JP Morgan Asset Management secures its place due to a single but sizeable fund – the £3.47bn JPM US Equity Income fund. Bestinvest said this is likely due to its income seeking strategy being out of favour with market trends, such as FAANG stocks. But it added that in tougher market conditions, this fund is likely to prove more defensive than most US funds.

Fund giant Janus Henderson has worked its way up the rankings from 9th to 3rd place in this edition, with two completely new incumbents in the kennel. These are Janus Henderson European Selected Opportunities, and the much smaller Janus Henderson World Select fund.

Fidelity also makes the top five ranking, adding one more fund but over £800m of assets since the start of the year. Fidelity Japan is a repeat offender and the Fidelity American Special Situations fund and Fidelity MoneyBuilder Growth also make the list.

Time to switch?

Jason Hollands, managing director at Bestinvest, said: “There are numerous reasons why a fund might hit a period of relative underperformance and so it’s important to delve deeper before deciding to switch and move your cash elsewhere.

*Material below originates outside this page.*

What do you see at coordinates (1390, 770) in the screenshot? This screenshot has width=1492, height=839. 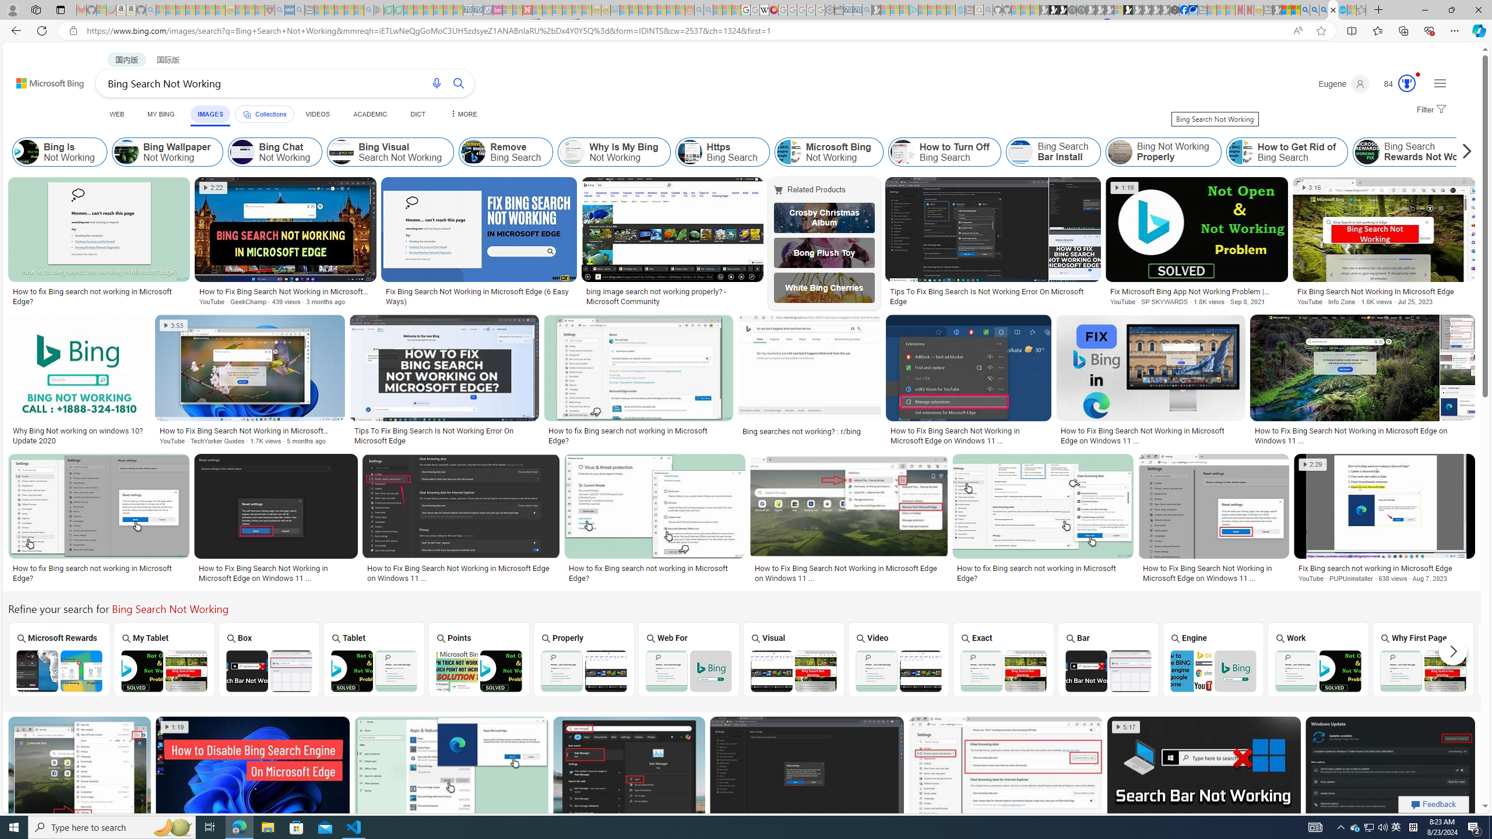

“In some cases, bad decision making is at fault, and the case to move on makes sense but in others a previously sound investment process or an agreed mandate may be out of favour with recent market trends, in which case some patience is required. For example, some of the global and US funds listed in this edition have income generation as part of their objectives and this has led them to be underweight the fashionable “growth” stocks that have performed particularly well in recent years but where dividends are low or non-existent.”